Blaney led the field to the pits for the final stop, but he fell to fourth despite having a clean sequence. Denny Hamlin's team delivered their best stop of the day and helped him take the lead off pit road.

"If you look, they definitely had one mistake with the jack that cost us a lot of time," Hassler said. "Our last stop was clean, a 9.3 (second stop), I think, but the (other) guys were running low eights and the 24, I think we matched his time there on the last stop in pit stall one."

This final stop wasn't catastrophic for the No. 12 team; it was just slower than that of the race-winning No. 11 team, the No. 45 team, and the No. 24 team. This dropped Blaney to the second row for the overtime restart.

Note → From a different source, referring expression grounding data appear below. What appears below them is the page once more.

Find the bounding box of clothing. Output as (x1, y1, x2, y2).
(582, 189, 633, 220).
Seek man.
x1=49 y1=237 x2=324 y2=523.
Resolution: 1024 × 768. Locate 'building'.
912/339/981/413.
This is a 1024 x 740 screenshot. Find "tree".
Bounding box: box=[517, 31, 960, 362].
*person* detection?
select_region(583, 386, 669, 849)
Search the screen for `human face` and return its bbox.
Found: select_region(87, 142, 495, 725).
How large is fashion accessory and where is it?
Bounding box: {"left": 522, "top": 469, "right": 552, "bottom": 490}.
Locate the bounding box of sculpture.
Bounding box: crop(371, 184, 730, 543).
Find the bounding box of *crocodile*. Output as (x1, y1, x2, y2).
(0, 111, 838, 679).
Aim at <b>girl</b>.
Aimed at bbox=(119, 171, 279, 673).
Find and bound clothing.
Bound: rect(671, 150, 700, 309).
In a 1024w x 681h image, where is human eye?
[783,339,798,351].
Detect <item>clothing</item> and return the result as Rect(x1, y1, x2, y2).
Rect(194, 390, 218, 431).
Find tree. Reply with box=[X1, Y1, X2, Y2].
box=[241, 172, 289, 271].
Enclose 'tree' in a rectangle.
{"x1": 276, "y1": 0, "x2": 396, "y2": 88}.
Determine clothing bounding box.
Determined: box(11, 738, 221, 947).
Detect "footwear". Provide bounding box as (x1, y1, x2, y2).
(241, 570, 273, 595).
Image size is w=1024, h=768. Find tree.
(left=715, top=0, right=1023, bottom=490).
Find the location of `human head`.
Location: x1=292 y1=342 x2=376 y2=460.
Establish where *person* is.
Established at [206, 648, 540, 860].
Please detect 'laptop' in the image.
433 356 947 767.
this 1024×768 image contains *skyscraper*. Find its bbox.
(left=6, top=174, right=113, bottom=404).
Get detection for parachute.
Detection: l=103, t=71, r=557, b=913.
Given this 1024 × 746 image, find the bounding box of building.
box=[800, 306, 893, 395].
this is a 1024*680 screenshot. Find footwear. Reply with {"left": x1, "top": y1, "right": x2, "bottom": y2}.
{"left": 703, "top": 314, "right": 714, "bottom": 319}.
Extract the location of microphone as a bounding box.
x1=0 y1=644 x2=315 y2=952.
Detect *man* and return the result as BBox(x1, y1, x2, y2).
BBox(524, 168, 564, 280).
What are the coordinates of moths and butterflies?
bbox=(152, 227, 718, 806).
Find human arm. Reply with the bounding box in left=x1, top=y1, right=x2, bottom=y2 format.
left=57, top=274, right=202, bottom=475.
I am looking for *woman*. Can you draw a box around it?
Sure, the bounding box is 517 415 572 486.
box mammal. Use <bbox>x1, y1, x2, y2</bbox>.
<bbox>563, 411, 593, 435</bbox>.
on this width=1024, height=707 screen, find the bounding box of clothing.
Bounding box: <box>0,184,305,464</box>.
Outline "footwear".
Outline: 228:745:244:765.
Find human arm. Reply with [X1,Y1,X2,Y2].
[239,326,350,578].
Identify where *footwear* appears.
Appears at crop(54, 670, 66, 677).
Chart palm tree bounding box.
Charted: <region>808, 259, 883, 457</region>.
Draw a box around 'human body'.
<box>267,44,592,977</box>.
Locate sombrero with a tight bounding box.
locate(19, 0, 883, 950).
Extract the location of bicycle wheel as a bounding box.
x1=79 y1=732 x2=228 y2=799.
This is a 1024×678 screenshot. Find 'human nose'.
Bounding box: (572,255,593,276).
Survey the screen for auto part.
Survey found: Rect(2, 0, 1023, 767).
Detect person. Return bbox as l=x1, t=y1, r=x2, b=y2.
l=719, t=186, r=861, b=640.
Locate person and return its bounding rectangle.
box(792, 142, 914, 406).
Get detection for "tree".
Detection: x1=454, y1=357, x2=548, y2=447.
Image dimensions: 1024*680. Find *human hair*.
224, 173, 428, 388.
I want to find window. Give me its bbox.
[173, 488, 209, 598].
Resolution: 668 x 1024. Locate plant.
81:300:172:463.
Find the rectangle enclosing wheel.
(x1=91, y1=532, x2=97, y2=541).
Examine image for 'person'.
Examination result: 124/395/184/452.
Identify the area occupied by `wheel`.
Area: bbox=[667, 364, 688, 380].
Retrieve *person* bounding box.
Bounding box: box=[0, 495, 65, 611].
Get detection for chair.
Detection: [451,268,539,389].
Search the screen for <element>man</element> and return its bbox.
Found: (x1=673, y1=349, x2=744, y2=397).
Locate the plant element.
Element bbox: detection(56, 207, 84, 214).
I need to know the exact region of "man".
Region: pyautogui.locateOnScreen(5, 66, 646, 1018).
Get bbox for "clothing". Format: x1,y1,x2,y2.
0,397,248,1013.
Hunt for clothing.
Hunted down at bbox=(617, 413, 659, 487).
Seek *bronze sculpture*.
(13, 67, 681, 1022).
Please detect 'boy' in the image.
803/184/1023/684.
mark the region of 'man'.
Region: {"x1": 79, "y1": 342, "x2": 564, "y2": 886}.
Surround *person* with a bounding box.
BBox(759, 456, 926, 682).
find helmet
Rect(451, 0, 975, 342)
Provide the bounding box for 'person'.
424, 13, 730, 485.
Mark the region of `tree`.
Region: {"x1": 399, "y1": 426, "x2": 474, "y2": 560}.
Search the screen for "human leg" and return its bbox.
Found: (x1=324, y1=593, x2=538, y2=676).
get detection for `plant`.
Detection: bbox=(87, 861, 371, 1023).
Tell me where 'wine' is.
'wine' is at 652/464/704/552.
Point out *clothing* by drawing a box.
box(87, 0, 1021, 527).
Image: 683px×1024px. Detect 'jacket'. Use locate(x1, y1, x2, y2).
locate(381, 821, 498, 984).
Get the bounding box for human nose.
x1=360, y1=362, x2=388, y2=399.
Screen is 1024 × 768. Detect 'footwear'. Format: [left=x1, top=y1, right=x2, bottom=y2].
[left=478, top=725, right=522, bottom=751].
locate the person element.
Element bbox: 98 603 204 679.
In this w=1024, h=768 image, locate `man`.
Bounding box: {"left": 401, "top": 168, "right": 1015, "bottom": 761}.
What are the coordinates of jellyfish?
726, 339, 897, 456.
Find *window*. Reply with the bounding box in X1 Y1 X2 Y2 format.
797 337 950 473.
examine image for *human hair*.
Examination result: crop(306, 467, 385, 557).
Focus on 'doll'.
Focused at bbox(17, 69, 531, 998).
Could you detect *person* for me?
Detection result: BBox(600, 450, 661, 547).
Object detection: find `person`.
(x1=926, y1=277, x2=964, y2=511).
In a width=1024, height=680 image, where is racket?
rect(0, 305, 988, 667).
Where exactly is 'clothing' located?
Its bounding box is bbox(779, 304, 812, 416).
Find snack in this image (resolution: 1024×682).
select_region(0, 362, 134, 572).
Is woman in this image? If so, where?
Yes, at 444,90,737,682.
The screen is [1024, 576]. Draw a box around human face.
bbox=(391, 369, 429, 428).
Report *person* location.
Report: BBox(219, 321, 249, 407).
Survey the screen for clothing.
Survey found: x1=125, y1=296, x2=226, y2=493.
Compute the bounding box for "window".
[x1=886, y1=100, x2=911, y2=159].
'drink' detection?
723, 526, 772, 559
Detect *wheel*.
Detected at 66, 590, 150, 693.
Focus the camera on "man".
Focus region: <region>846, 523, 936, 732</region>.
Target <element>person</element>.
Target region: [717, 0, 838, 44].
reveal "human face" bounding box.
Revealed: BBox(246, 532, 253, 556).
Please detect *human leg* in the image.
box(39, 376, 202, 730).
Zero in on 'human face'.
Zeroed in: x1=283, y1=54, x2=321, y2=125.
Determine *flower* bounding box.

These spots are hard to make up in only two laps, especially while driving a car built for the long run.

"It was just a day where nothing really went our way," Blaney said. "It's kind of crappy. That part sucks about it. Your car is so fast, and we just kept having to make it up. "It was like, 'Gosh, we have to come from 15th to the top three.' We just could never start at the front.

"I thought we were, by far, the best car, especially the second half of the race, and just had to keep playing catch-up, so we have to clean a few things up on our end, for sure, but I'm really proud of the effort."